Afghan refugees returned home, despite risk

August 29, 2014
Issue 
Phil Glendenning: 'Deportation to Afghanistan is deportation to danger.'

The first asylum seeker to be forcibly returned to Afghanistan begged an Australian court for help the day he was due to be deported.

The judge used a two-year out-of-date security assessment of Afghanistan to rule that the 29-year-old ethnic Hazara’s home district, Jaghori, was “reasonably stable”.

“Jaghori is confined, it’s like a prison,” the man said through an interpreter, the Sydney Morning Herald reported. “The surrounding areas are all controlled by the Taliban. Many people die on the way to Jaghori.”

The deportation on August 26 has horrified Australian refugee advocates. The Refugee Council of Australia president Phil Glendenning had just returned from spending eight days in Afghanistan when the Hazara man was flown out of Sydney airport.

He said the security in the wartorn country was undoubtedly deteriorating. “I have been a regular visitor to Afghanistan for nine years,” he said on August 27. “Never before have I seen the security situation as grim as it is now.”

He said the impasse over this year’s presidential election has left a “vacuum” filled by violence and it was “intrinsically dangerous” for certain groups of people, especially Hazaras.

“Members of the Hazara ethnic group are particularly vulnerable. Insurgents have been shelling parts of Kabul where Hazara people live. Afghan police are reluctant to enter Hazara areas due to the heightened risk of violence.

“Just a few weeks ago, the Taliban halted two buses in the Ghor province, singled out the Hazara passengers and shot them at the roadside. Fourteen people were killed.”

The UN refugee agency also considers returning refugees to be at significant risk. Glendenning said these returnees were often targeted by the Taliban: “Senior Afghan officials told me that anyone who has sought asylum in a western country would … be at risk.

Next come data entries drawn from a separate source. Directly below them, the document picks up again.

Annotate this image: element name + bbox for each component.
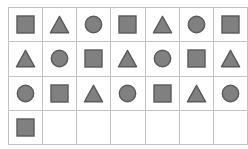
shape-cell[interactable] bbox=[145, 110, 179, 144]
triangle-shape bbox=[146, 8, 179, 41]
empty-cell bbox=[214, 111, 247, 144]
shape-cell[interactable] bbox=[145, 42, 179, 76]
shape-cell[interactable] bbox=[145, 8, 179, 42]
circle-shape bbox=[111, 77, 144, 110]
shape-cell[interactable] bbox=[111, 110, 145, 144]
shape-cell[interactable] bbox=[77, 8, 111, 42]
shape-cell[interactable] bbox=[111, 8, 145, 42]
empty-cell bbox=[77, 111, 110, 144]
square-shape bbox=[9, 111, 42, 144]
circle-shape bbox=[214, 77, 247, 110]
square-shape bbox=[43, 77, 76, 110]
empty-cell bbox=[111, 111, 144, 144]
shape-row bbox=[9, 8, 248, 42]
shape-cell[interactable] bbox=[77, 42, 111, 76]
triangle-shape bbox=[214, 42, 247, 75]
circle-shape bbox=[146, 42, 179, 75]
shape-cell[interactable] bbox=[9, 8, 43, 42]
shape-cell[interactable] bbox=[43, 110, 77, 144]
shape-pattern-table bbox=[8, 7, 248, 145]
triangle-shape bbox=[9, 42, 42, 75]
shape-cell[interactable] bbox=[213, 110, 247, 144]
square-shape bbox=[9, 8, 42, 41]
shape-row bbox=[9, 110, 248, 144]
shape-cell[interactable] bbox=[179, 110, 213, 144]
shape-cell[interactable] bbox=[9, 110, 43, 144]
shape-row bbox=[9, 76, 248, 110]
shape-cell[interactable] bbox=[43, 42, 77, 76]
shape-cell[interactable] bbox=[179, 8, 213, 42]
square-shape bbox=[146, 77, 179, 110]
shape-cell[interactable] bbox=[213, 76, 247, 110]
shape-cell[interactable] bbox=[9, 42, 43, 76]
empty-cell bbox=[146, 111, 179, 144]
triangle-shape bbox=[180, 77, 213, 110]
shape-cell[interactable] bbox=[111, 76, 145, 110]
square-shape bbox=[180, 42, 213, 75]
triangle-shape bbox=[43, 8, 76, 41]
shape-cell[interactable] bbox=[179, 42, 213, 76]
shape-cell[interactable] bbox=[145, 76, 179, 110]
shape-cell[interactable] bbox=[43, 76, 77, 110]
triangle-shape bbox=[111, 42, 144, 75]
circle-shape bbox=[9, 77, 42, 110]
shape-cell[interactable] bbox=[9, 76, 43, 110]
circle-shape bbox=[43, 42, 76, 75]
shape-cell[interactable] bbox=[213, 8, 247, 42]
shape-cell[interactable] bbox=[77, 110, 111, 144]
shape-cell[interactable] bbox=[43, 8, 77, 42]
shape-cell[interactable] bbox=[77, 76, 111, 110]
circle-shape bbox=[77, 8, 110, 41]
empty-cell bbox=[43, 111, 76, 144]
shape-grid-canvas bbox=[0, 0, 248, 149]
shape-row bbox=[9, 42, 248, 76]
square-shape bbox=[111, 8, 144, 41]
empty-cell bbox=[180, 111, 213, 144]
square-shape bbox=[214, 8, 247, 41]
shape-cell[interactable] bbox=[111, 42, 145, 76]
shape-cell[interactable] bbox=[213, 42, 247, 76]
shape-table-body bbox=[9, 8, 248, 145]
circle-shape bbox=[180, 8, 213, 41]
shape-cell[interactable] bbox=[179, 76, 213, 110]
triangle-shape bbox=[77, 77, 110, 110]
square-shape bbox=[77, 42, 110, 75]
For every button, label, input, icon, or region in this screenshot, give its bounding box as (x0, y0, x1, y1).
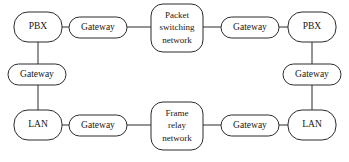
node-packet-switching-network[interactable]: Packetswitchingnetwork (151, 4, 203, 52)
node-pbx-right[interactable]: PBX (288, 12, 336, 42)
node-label-line: network (162, 35, 192, 45)
node-gateway-bottom-right[interactable]: Gateway (221, 115, 279, 136)
node-label-lan-left: LAN (28, 119, 48, 129)
node-label-line: Gateway (233, 120, 267, 130)
node-label-gateway-mid-right: Gateway (295, 69, 329, 79)
node-label-gateway-bottom-left: Gateway (81, 120, 115, 130)
node-gateway-top-left[interactable]: Gateway (69, 17, 127, 38)
node-label-line: Frame (166, 108, 189, 118)
node-label-gateway-bottom-right: Gateway (233, 120, 267, 130)
nodes-layer: PBXGatewayPacketswitchingnetworkGatewayP… (8, 4, 341, 150)
network-diagram-canvas: PBXGatewayPacketswitchingnetworkGatewayP… (0, 0, 349, 162)
node-label-pbx-left: PBX (29, 21, 48, 31)
node-label-line: Gateway (81, 22, 115, 32)
node-gateway-mid-right[interactable]: Gateway (283, 64, 341, 85)
node-label-line: PBX (303, 21, 322, 31)
node-label-line: LAN (302, 119, 322, 129)
node-gateway-mid-left[interactable]: Gateway (8, 64, 66, 85)
node-label-gateway-mid-left: Gateway (20, 69, 54, 79)
node-label-line: switching (160, 22, 195, 32)
node-label-line: Packet (165, 10, 189, 20)
node-frame-relay-network[interactable]: Framerelaynetwork (151, 102, 203, 150)
network-diagram: PBXGatewayPacketswitchingnetworkGatewayP… (0, 0, 349, 162)
node-label-gateway-top-left: Gateway (81, 22, 115, 32)
node-label-lan-right: LAN (302, 119, 322, 129)
node-label-line: Gateway (233, 22, 267, 32)
node-label-line: relay (168, 120, 186, 130)
node-gateway-top-right[interactable]: Gateway (221, 17, 279, 38)
node-gateway-bottom-left[interactable]: Gateway (69, 115, 127, 136)
node-label-line: Gateway (20, 69, 54, 79)
node-lan-left[interactable]: LAN (14, 110, 62, 140)
node-label-line: Gateway (81, 120, 115, 130)
node-lan-right[interactable]: LAN (288, 110, 336, 140)
node-label-line: Gateway (295, 69, 329, 79)
node-pbx-left[interactable]: PBX (14, 12, 62, 42)
node-label-line: PBX (29, 21, 48, 31)
node-label-line: network (162, 133, 192, 143)
node-label-gateway-top-right: Gateway (233, 22, 267, 32)
node-label-pbx-right: PBX (303, 21, 322, 31)
node-label-line: LAN (28, 119, 48, 129)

“No one with any knowledge of the situation in Afghanistan could possibly come to the conclusion that conditions are conducive to safe return.

“I would hold grave fears for the safety of any person returned to Afghanistan in the current circumstances, let alone a Hazara person from Jaghori who will be perceived as having sympathies with foreigners.”

Refugee supporters gathered at Sydney’s international airport to try to delay the man’s 9.40pm flight. They picketed the Malaysia Airways counters and handed leaflets about the imminent deportation to passengers and crew.

Federal police detained and questioned the activists and issued move-on notices.

Refugee Action Coalition spokesperson Ian Rintoul said during the appeal to the Federal Circuit Court: “The case also reveals serious flaws in the refugee determination system and the inconsistency of Refugee Review Tribunal decisions. At least eight other RRT decisions using more recent country information have recognised the danger in Jaghori province and granted protection visas.”

Glendenning said the risks were clear: “There is no question in my mind that deportation to Afghanistan is deportation to danger.”

Through work with the Edmund Rice Centre, Glendenning has uncovered multiple cases of refugees deported by the Australian government being killed by the Taliban or disappearing.

The United Nations High Commissioner for Refugees estimates there were about 600,000 internally displaced people in Afghanistan and expected this number to rise to more than 750,000 by the end of this year.

UN guidelines produced a year ago said Hazaras continued to be in need of international refugee protection based on their ethnicity.